Iqra means “to read” in Arabic; but 17-year-old Fazle and hundreds of thousands of Afghan boys and girls have been deprived of secondary and higher education under Taliban rule.
The intersection near the Ministry of Education in Herat province was known as Maarif. But the Taliban changed its name to Iqra Crossing a few weeks ago.
Fazle was in grade 11 when the Taliban returned to power, and after a while she was banned from going to school.
Student: What did the Taliban want to prove by changing the name of Chaharah?
He expressed the following feelings about the Taliban’s recent actions:
“What did the Taliban want to prove to society by building Iqra Bazaar? Although they banned us from going to school for three years and did not let us learn, what did they want to prove with these symbolic works? Our hearts are bleeding because not going to school will make us bleed more.”
Fareeha, a 24-year-old third-year student at the University of Herat Medical School, shared a similar view:
“We have been deprived of education for almost two years. We cannot study. The construction of this square is symbolic. They want to destroy people’s eyes. When I cannot study, then what is the meaning of this square?” Iqra? “What to read? Such an action is more ostentatious.”
Nisar Ahmed Mossadegh is a civil society activist and head of the Herat Doctors Union.
Last Monday (Thor 31), at the opening ceremony of a private company in Herat to start exports, he sharply criticized the closure of girls’ schools and universities, saying that this action has caused grief and pain to the Afghan people.

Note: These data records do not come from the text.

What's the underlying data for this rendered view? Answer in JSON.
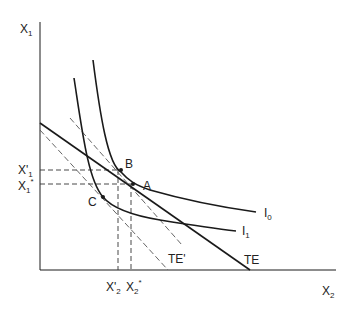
{
  "diagram": {
    "axes": {
      "y_label": "X",
      "y_label_sub": "1",
      "x_label": "X",
      "x_label_sub": "2"
    },
    "curves": {
      "I0": {
        "label": "I",
        "sub": "0"
      },
      "I1": {
        "label": "I",
        "sub": "1"
      },
      "TE": {
        "label": "TE"
      },
      "TE_prime": {
        "label": "TE'"
      }
    },
    "points": {
      "A": "A",
      "B": "B",
      "C": "C"
    },
    "tick_labels": {
      "x1_prime": {
        "main": "X'",
        "sub": "1"
      },
      "x1_star": {
        "main": "X",
        "sub": "1",
        "sup": "*"
      },
      "x2_prime": {
        "main": "X'",
        "sub": "2"
      },
      "x2_star": {
        "main": "X",
        "sub": "2",
        "sup": "*"
      }
    },
    "colors": {
      "line": "#1a1a1a",
      "dashed": "#555555"
    }
  }
}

“Until yesterday, people were crying because of kidnappings, but today, people are crying in their homes because of the 7th, 8th, 9th, 10th, 11th and 12th grades of Afghan girls and the closure of colleges. So what is the difference?” “Yes, if they cried like this before, they cry like this now. You write and read in the streets, but you tell girls not to read? Open up, we have to satisfy the other ten percent.”
The program was attended by senior local Taliban officials including Hayatullah Mohajer Farahi, Deputy Minister of Publishing of the Taliban Ministry of Information and Culture and Director of the Herat Provincial Office.
But despite widespread criticism at home and abroad, the Taliban has yet to give the green light to reopen schools and higher education institutions for girls and women.